The quick answer is that there is a second config (FormConfig), which is what you're hitting your head against. It is unclear as it returns the same error type as PayloadConfig (there is a reason for that, which I will explain in the "longer version")

Change your actix server definition to this to change it to, say, 256kb:

HttpServer::new(|| {
    App::new().service(
        web::resource("/")
            .route(web::post()
                .to(index)
            )
            .data(web::Form::<MyParams>::configure(|cfg| cfg.limit(256 * 1024)))
    )
})
.bind("127.0.0.1:48627")?
.run()

You will also need to import actix_web::FromRequest, as this is where the object type change from a request to a urlencoded form happens and where the configure() method lives.

Now, for the explanation!

Actix, much like other frameworks, has multiple layers of limits in place. You've found one of them, this is another.

The one you found prevents denial of service through memory exhaustion (i.e. somebody sending a deliberately large payload to oom your server, as it will have to store the body somewhere to process). It governs the entire payload of the request.

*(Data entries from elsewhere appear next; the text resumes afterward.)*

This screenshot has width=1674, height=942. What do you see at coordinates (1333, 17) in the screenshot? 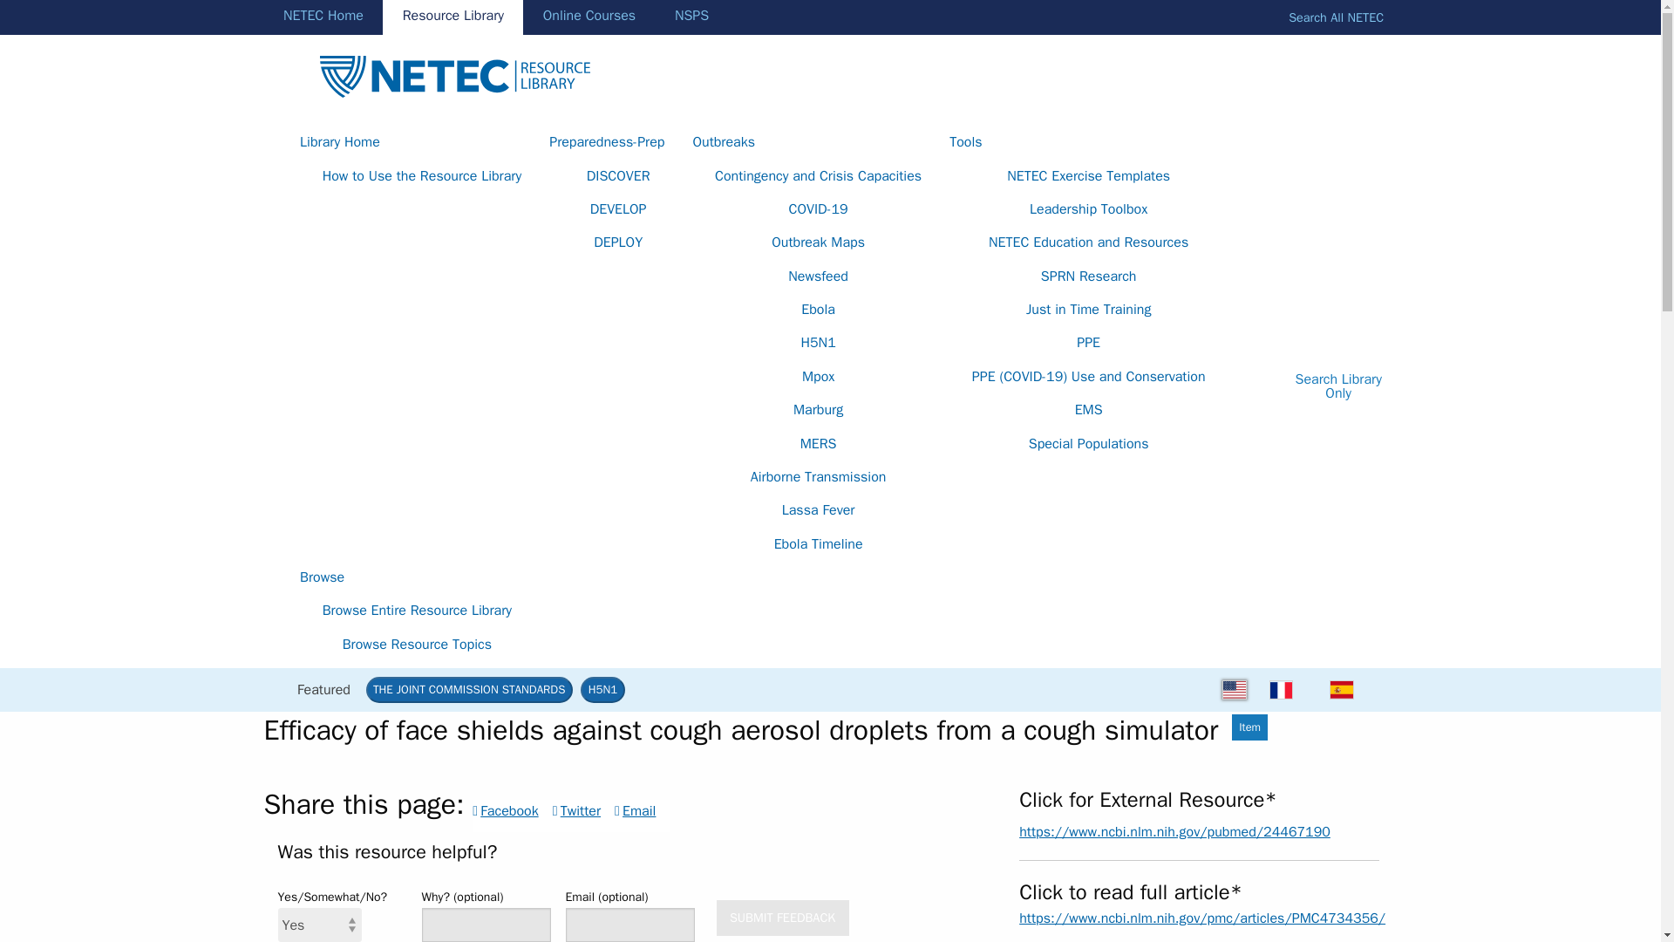
I see `Search All NETEC` at bounding box center [1333, 17].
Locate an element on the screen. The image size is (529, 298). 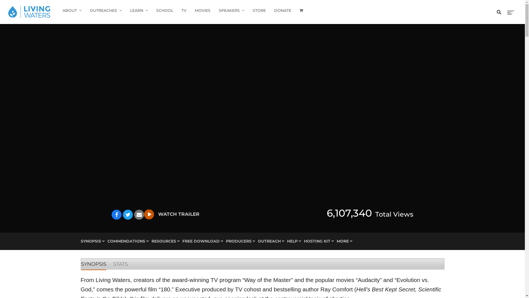
SPEAKERS is located at coordinates (232, 10).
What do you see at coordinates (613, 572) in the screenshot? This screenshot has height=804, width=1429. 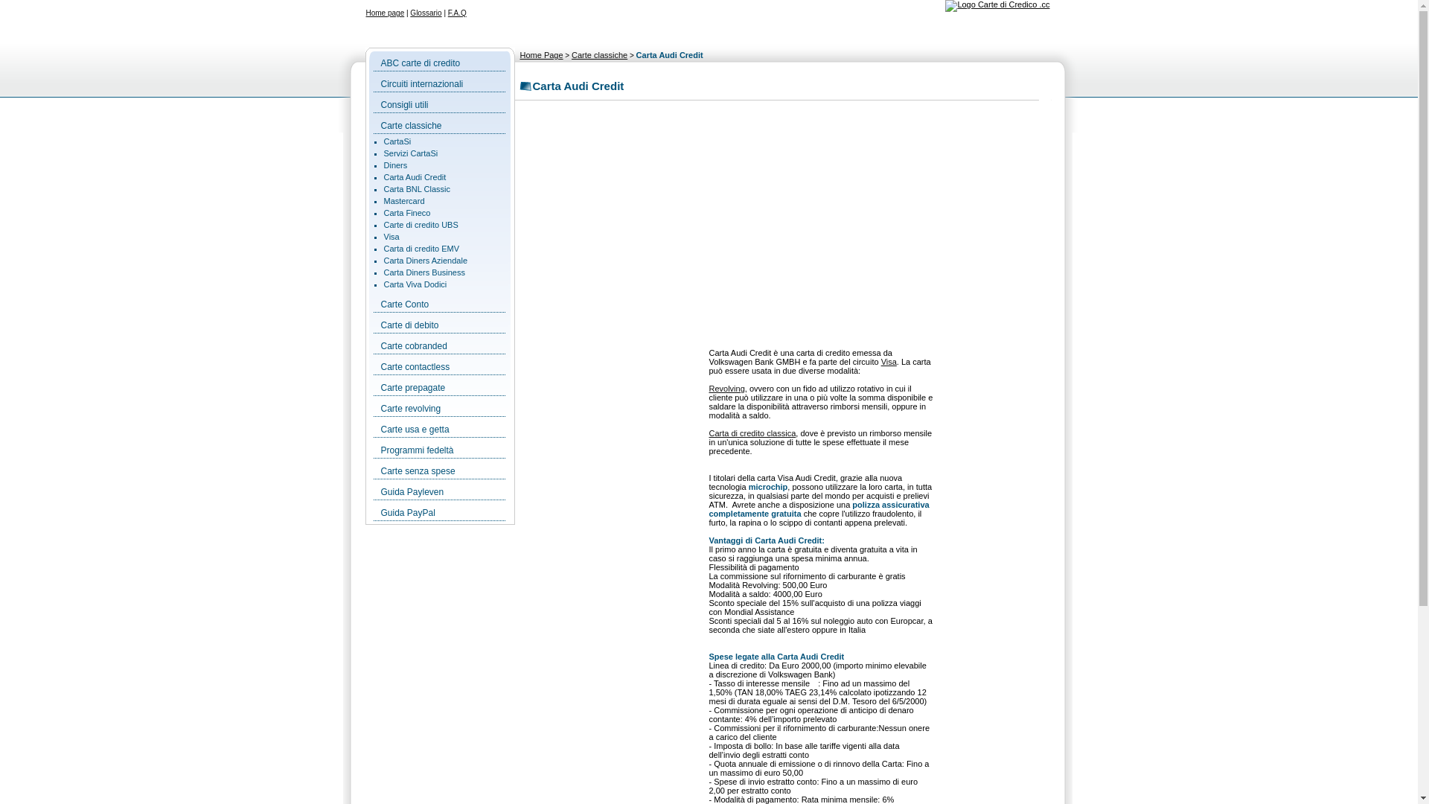 I see `Advertisement` at bounding box center [613, 572].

The one you are hitting against is a much smaller limitation placed on each individual field, and it exists to prevent a different kind of exhaustion attack. Suppose your attacker knows you're parsing the input with something; let's pretend it's JSON. By sending an arbitrarily large and convoluted JSON, they can effectively lock your server down while processing a single request. Small data input, very large consequences.

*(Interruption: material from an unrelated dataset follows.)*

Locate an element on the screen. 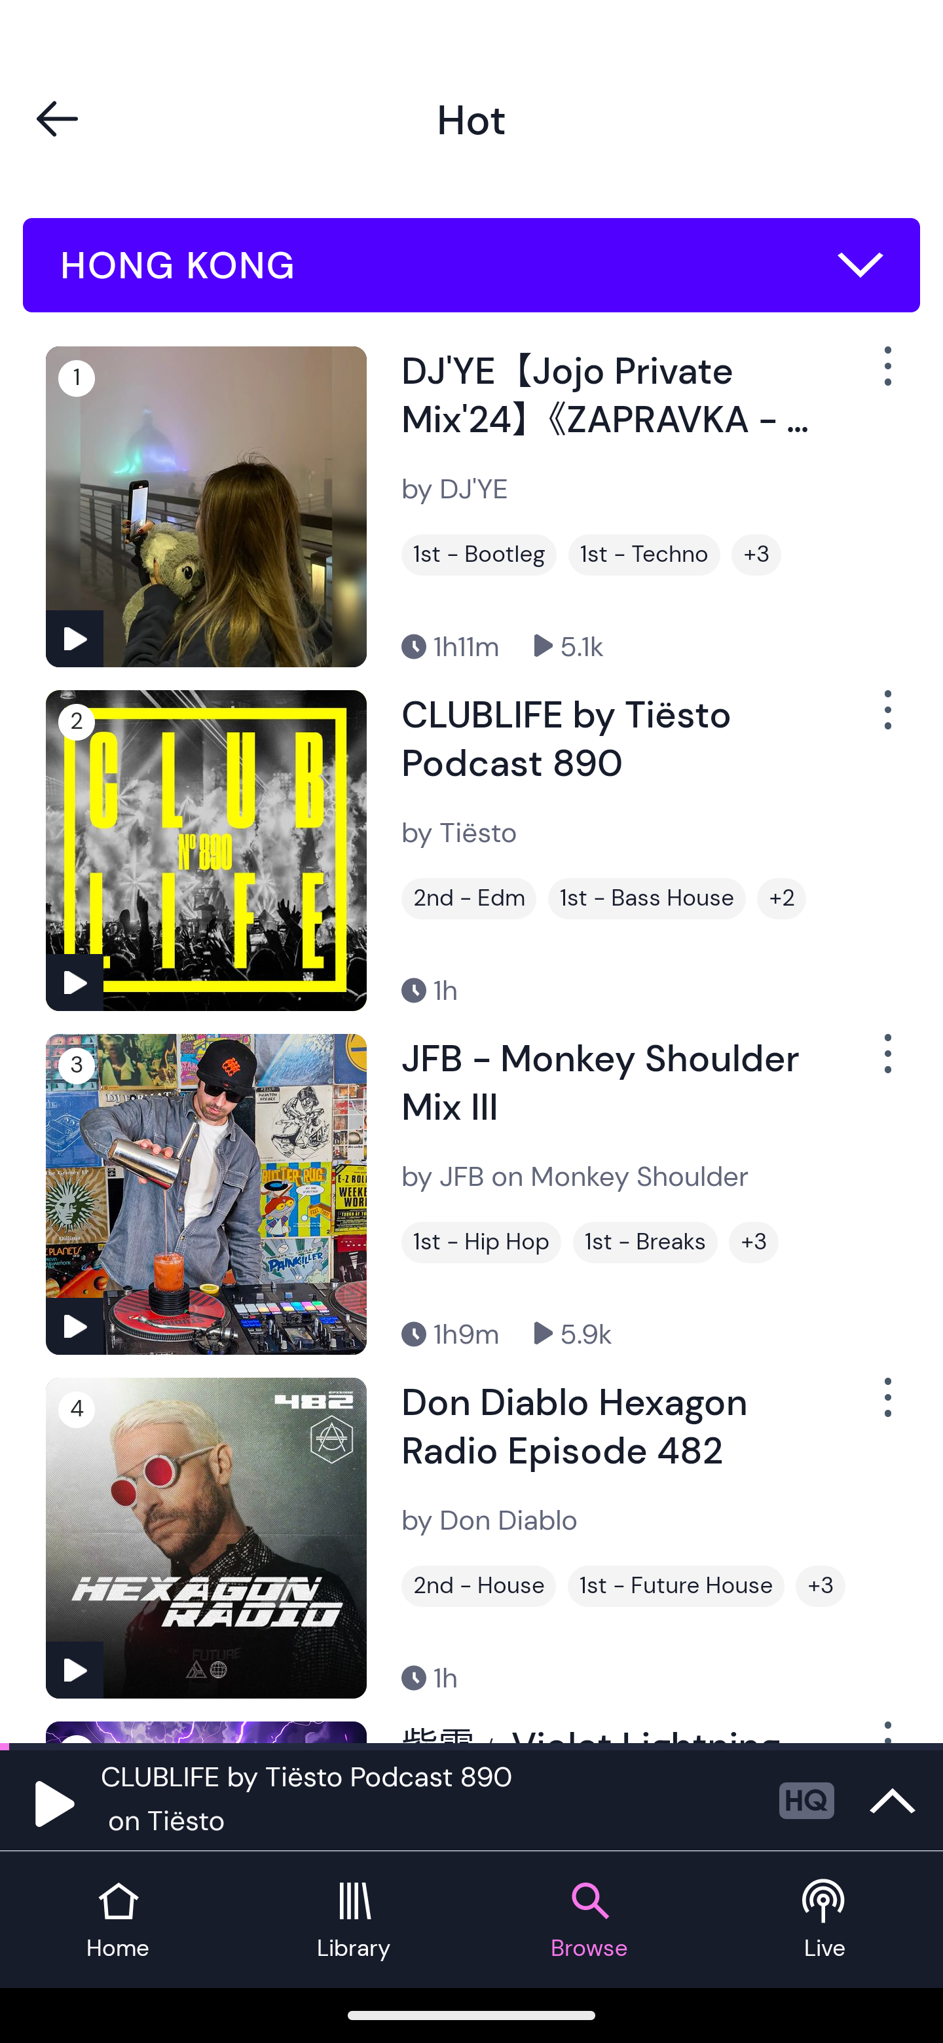 This screenshot has width=943, height=2043. Show Options Menu Button is located at coordinates (885, 377).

For that reason, the two limits are typically independent of each other, and allow you to fine-tune the restrictions based on your requirements. Lots of small fields? No problem. One huge chunk? Also not a problem.

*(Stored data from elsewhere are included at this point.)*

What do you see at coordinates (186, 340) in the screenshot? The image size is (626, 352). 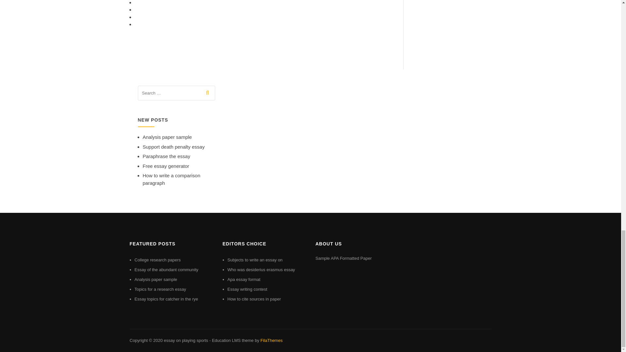 I see `essay on playing sports` at bounding box center [186, 340].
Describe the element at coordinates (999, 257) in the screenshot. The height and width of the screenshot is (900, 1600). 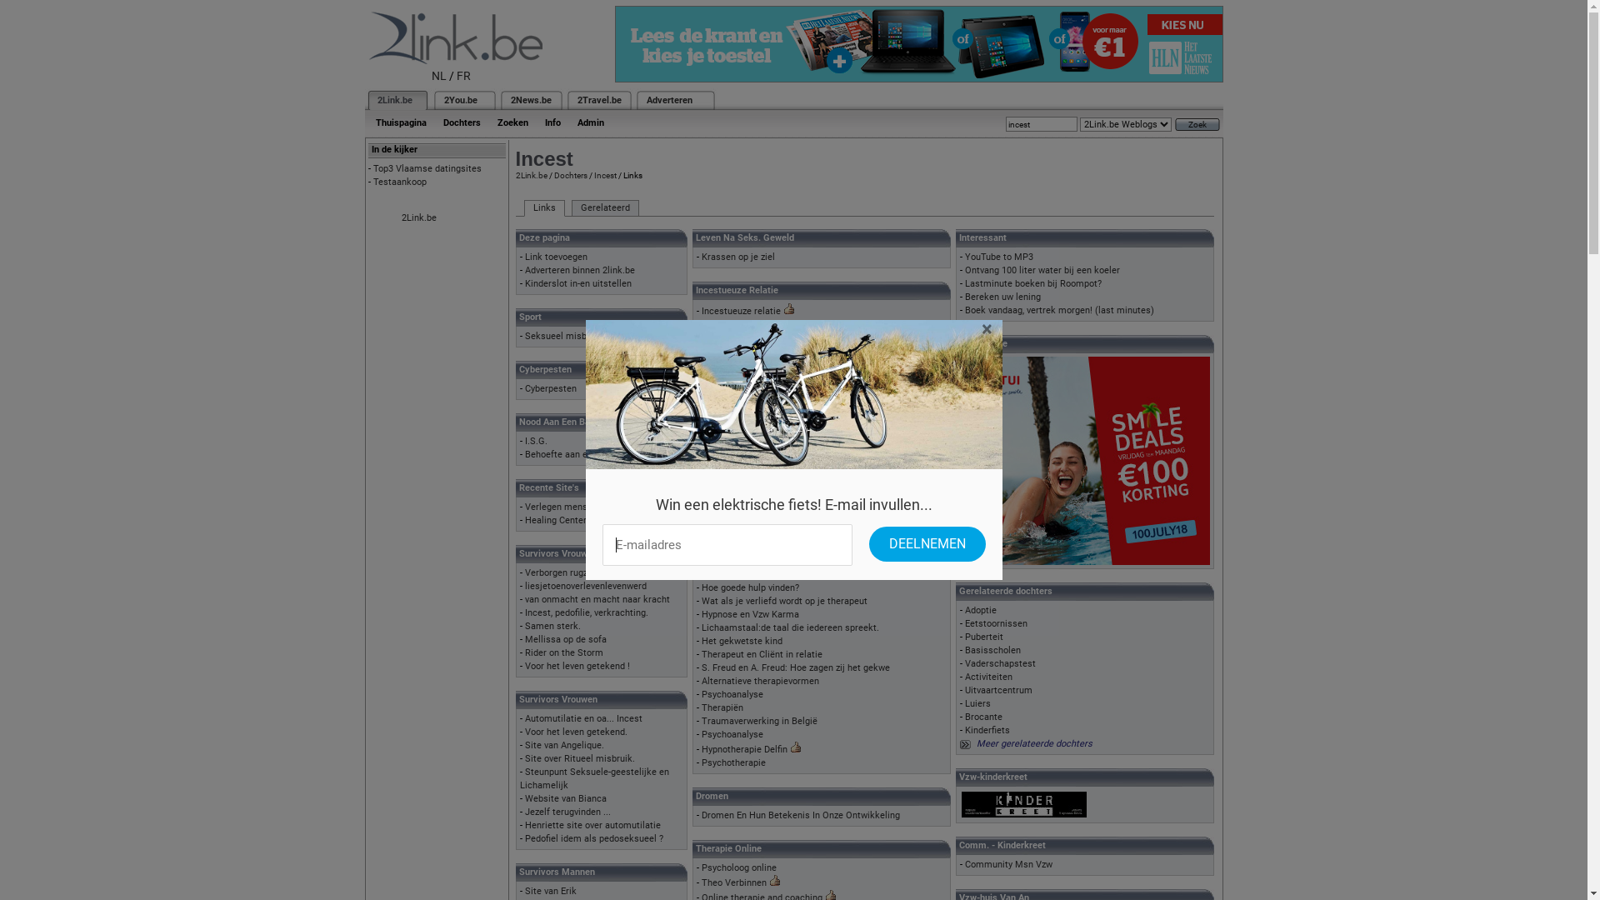
I see `YouTube to MP3` at that location.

The effect of the FormConfig limit is located here in case you want to see the code itself. As the type return is the same as that of the PayloadConfig limit ( (the Overflow variant of this struct)[https://docs.rs/actix-web/1.0.7/actix_web/error/enum.UrlencodedError.html]), the message is unclear and you end up scratching your head as a result.

The main aim of the error being "similar" was, I think, to prevent the server from indicating to a potential attacker which limit they hit, and it seems to be what they had in mind. The user-facing error description is the problem, and that's something that may get adjusted with a well-placed PR.